The More You Buy, the More You Make

How NVIDIA’s AI factory platform balances maximum performance and minimum latency, optimizing AI inference to power the next industrial revolution.

 

When we prompt generative AI to answer a question or create an image, large language models generate tokens of intelligence that combine to provide the result. 

One prompt. One set of tokens for the answer. This is called AI inference.

Agentic AI uses reasoning to complete tasks. AI agents aren’t just providing one-shot answers. They break tasks down into a series of steps, each one a different inference technique.

One prompt. Many sets of tokens to complete the job.

The engines of AI inference are called AI factories — massive infrastructures that serve AI to millions of users at once.

AI factories generate AI tokens. Their product is intelligence. In the AI era, this intelligence grows revenue and profits. Growing revenue over time depends on how efficient the AI factory can be as it scales.

AI factories are the machines of the next industrial revolution.

Aerial view of Crusoe (Stargate)

AI factories have to balance two competing demands to deliver optimal inference: speed per user and overall system throughput.

CoreWeave, 200MW, USA, scaling globally

AI factories can improve both factors by scaling — to more FLOPS and higher bandwidth. They can group and process AI workloads to maximize productivity.

But ultimately, AI factories are limited by the power they can access.

In a 1-megawatt AI factory, NVIDIA Hopper generates 180,000 tokens per second (TPS) at max volume, or 225 TPS for one user at the fastest.

But the real work happens in the space in between. Each dot along the curve represents batches of workloads for the AI factory to process — each with its own mix of performance demands.

NVIDIA GPUs have the flexibility to handle this full spectrum of workloads because they can be programmed using NVIDIA CUDA software.

The NVIDIA Blackwell architecture can do far more with 1 megawatt than the Hopper architecture — and there’s more coming. Optimizing the software and hardware stacks means Blackwell gets faster and more efficient over time.

Blackwell gets another boost when developers optimize the AI factory workloads autonomously with NVIDIA Dynamo, the new operating system for AI factories.

Dynamo breaks inference tasks into smaller components, dynamically routing and rerouting workloads to the most optimal compute resources available at that moment.

The improvements are remarkable. In a single generational leap of processor architecture from Hopper to Blackwell, we can achieve a 50x improvement in AI reasoning performance using the same amount of energy.

This is how NVIDIA full-stack integration and advanced software give customers massive speed and efficiency boosts in the time between chip architecture generations.

We push this curve outward with each generation, from hardware to software, from compute to networking.

And with each push forward in performance, AI can create trillions of dollars of productivity for NVIDIA’s partners and customers around the globe — while bringing us one step closer to curing diseases, reversing climate change and uncovering some of the greatest secrets of the universe.

This is compute turning into capital — and progress.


[How to complete this task] When you retype the entries, keep each one exact and leave out the pictures.

Data to examine Block Start

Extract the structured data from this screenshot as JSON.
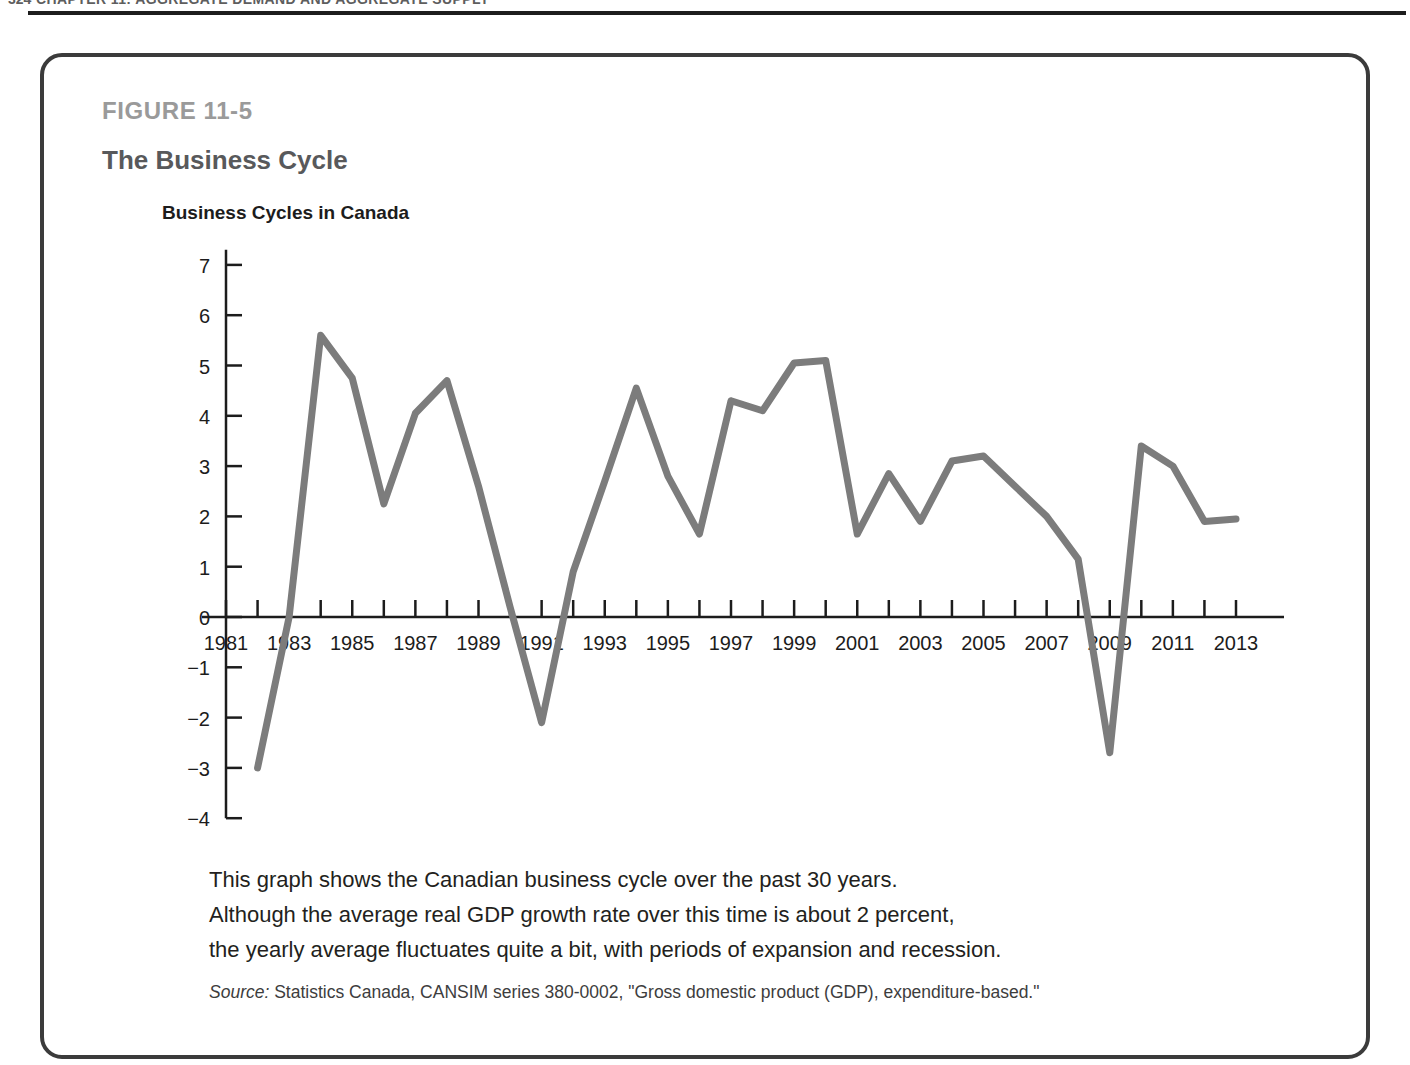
{
  "page_header": {
    "folio": "324",
    "running_head": "CHAPTER 11: AGGREGATE DEMAND AND AGGREGATE SUPPLY"
  },
  "figure": {
    "number_label": "FIGURE 11-5",
    "title": "The Business Cycle",
    "caption_lines": [
      "This graph shows the Canadian business cycle over the past 30 years.",
      "Although the average real GDP growth rate over this time is about 2 percent,",
      "the yearly average fluctuates quite a bit, with periods of expansion and recession."
    ],
    "source_label": "Source:",
    "source_text": " Statistics Canada, CANSIM series 380-0002, \"Gross domestic product (GDP), expenditure-based.\""
  },
  "colors": {
    "line": "#7c7c7c",
    "axis": "#1c1c1c",
    "figure_border": "#3b3b3b",
    "figure_number": "#9a9a9a",
    "figure_title": "#58595b"
  },
  "chart_data": {
    "type": "line",
    "title": "Business Cycles in Canada",
    "xlabel": "",
    "ylabel": "",
    "xlim": [
      1981,
      2013.6
    ],
    "ylim": [
      -4,
      7.3
    ],
    "grid": false,
    "legend": null,
    "y_ticks": [
      7,
      6,
      5,
      4,
      3,
      2,
      1,
      0,
      -1,
      -2,
      -3,
      -4
    ],
    "y_tick_labels": [
      "7",
      "6",
      "5",
      "4",
      "3",
      "2",
      "1",
      "0",
      "−1",
      "−2",
      "−3",
      "−4"
    ],
    "x_ticks": [
      1981,
      1982,
      1983,
      1984,
      1985,
      1986,
      1987,
      1988,
      1989,
      1990,
      1991,
      1992,
      1993,
      1994,
      1995,
      1996,
      1997,
      1998,
      1999,
      2000,
      2001,
      2002,
      2003,
      2004,
      2005,
      2006,
      2007,
      2008,
      2009,
      2010,
      2011,
      2012,
      2013
    ],
    "x_tick_labels_shown": [
      "1981",
      "1983",
      "1985",
      "1987",
      "1989",
      "1991",
      "1993",
      "1995",
      "1997",
      "1999",
      "2001",
      "2003",
      "2005",
      "2007",
      "2009",
      "2011",
      "2013"
    ],
    "series": [
      {
        "name": "Real GDP growth rate (percent)",
        "x": [
          1982,
          1983,
          1984,
          1985,
          1986,
          1987,
          1988,
          1989,
          1990,
          1991,
          1992,
          1993,
          1994,
          1995,
          1996,
          1997,
          1998,
          1999,
          2000,
          2001,
          2002,
          2003,
          2004,
          2005,
          2006,
          2007,
          2008,
          2009,
          2010,
          2011,
          2012,
          2013
        ],
        "values": [
          -3.0,
          0.0,
          5.6,
          4.75,
          2.25,
          4.05,
          4.7,
          2.6,
          0.2,
          -2.1,
          0.9,
          2.7,
          4.55,
          2.8,
          1.65,
          4.3,
          4.1,
          5.05,
          5.1,
          1.65,
          2.85,
          1.9,
          3.1,
          3.2,
          2.6,
          2.0,
          1.15,
          -2.7,
          3.4,
          3.0,
          1.9,
          1.95
        ]
      }
    ]
  }
}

Data to examine Block End

[Response to this task]
Extract the structured data from this screenshot as JSON.
{
  "page_header": {
    "folio": "324",
    "running_head": "CHAPTER 11: AGGREGATE DEMAND AND AGGREGATE SUPPLY"
  },
  "figure": {
    "number_label": "FIGURE 11-5",
    "title": "The Business Cycle",
    "caption_lines": [
      "This graph shows the Canadian business cycle over the past 30 years.",
      "Although the average real GDP growth rate over this time is about 2 percent,",
      "the yearly average fluctuates quite a bit, with periods of expansion and recession."
    ],
    "source_label": "Source:",
    "source_text": " Statistics Canada, CANSIM series 380-0002, \"Gross domestic product (GDP), expenditure-based.\""
  },
  "colors": {
    "line": "#7c7c7c",
    "axis": "#1c1c1c",
    "figure_border": "#3b3b3b",
    "figure_number": "#9a9a9a",
    "figure_title": "#58595b"
  },
  "chart_data": {
    "type": "line",
    "title": "Business Cycles in Canada",
    "xlabel": "",
    "ylabel": "",
    "xlim": [
      1981,
      2013.6
    ],
    "ylim": [
      -4,
      7.3
    ],
    "grid": false,
    "legend": null,
    "y_ticks": [
      7,
      6,
      5,
      4,
      3,
      2,
      1,
      0,
      -1,
      -2,
      -3,
      -4
    ],
    "y_tick_labels": [
      "7",
      "6",
      "5",
      "4",
      "3",
      "2",
      "1",
      "0",
      "−1",
      "−2",
      "−3",
      "−4"
    ],
    "x_ticks": [
      1981,
      1982,
      1983,
      1984,
      1985,
      1986,
      1987,
      1988,
      1989,
      1990,
      1991,
      1992,
      1993,
      1994,
      1995,
      1996,
      1997,
      1998,
      1999,
      2000,
      2001,
      2002,
      2003,
      2004,
      2005,
      2006,
      2007,
      2008,
      2009,
      2010,
      2011,
      2012,
      2013
    ],
    "x_tick_labels_shown": [
      "1981",
      "1983",
      "1985",
      "1987",
      "1989",
      "1991",
      "1993",
      "1995",
      "1997",
      "1999",
      "2001",
      "2003",
      "2005",
      "2007",
      "2009",
      "2011",
      "2013"
    ],
    "series": [
      {
        "name": "Real GDP growth rate (percent)",
        "x": [
          1982,
          1983,
          1984,
          1985,
          1986,
          1987,
          1988,
          1989,
          1990,
          1991,
          1992,
          1993,
          1994,
          1995,
          1996,
          1997,
          1998,
          1999,
          2000,
          2001,
          2002,
          2003,
          2004,
          2005,
          2006,
          2007,
          2008,
          2009,
          2010,
          2011,
          2012,
          2013
        ],
        "values": [
          -3.0,
          0.0,
          5.6,
          4.75,
          2.25,
          4.05,
          4.7,
          2.6,
          0.2,
          -2.1,
          0.9,
          2.7,
          4.55,
          2.8,
          1.65,
          4.3,
          4.1,
          5.05,
          5.1,
          1.65,
          2.85,
          1.9,
          3.1,
          3.2,
          2.6,
          2.0,
          1.15,
          -2.7,
          3.4,
          3.0,
          1.9,
          1.95
        ]
      }
    ]
  }
}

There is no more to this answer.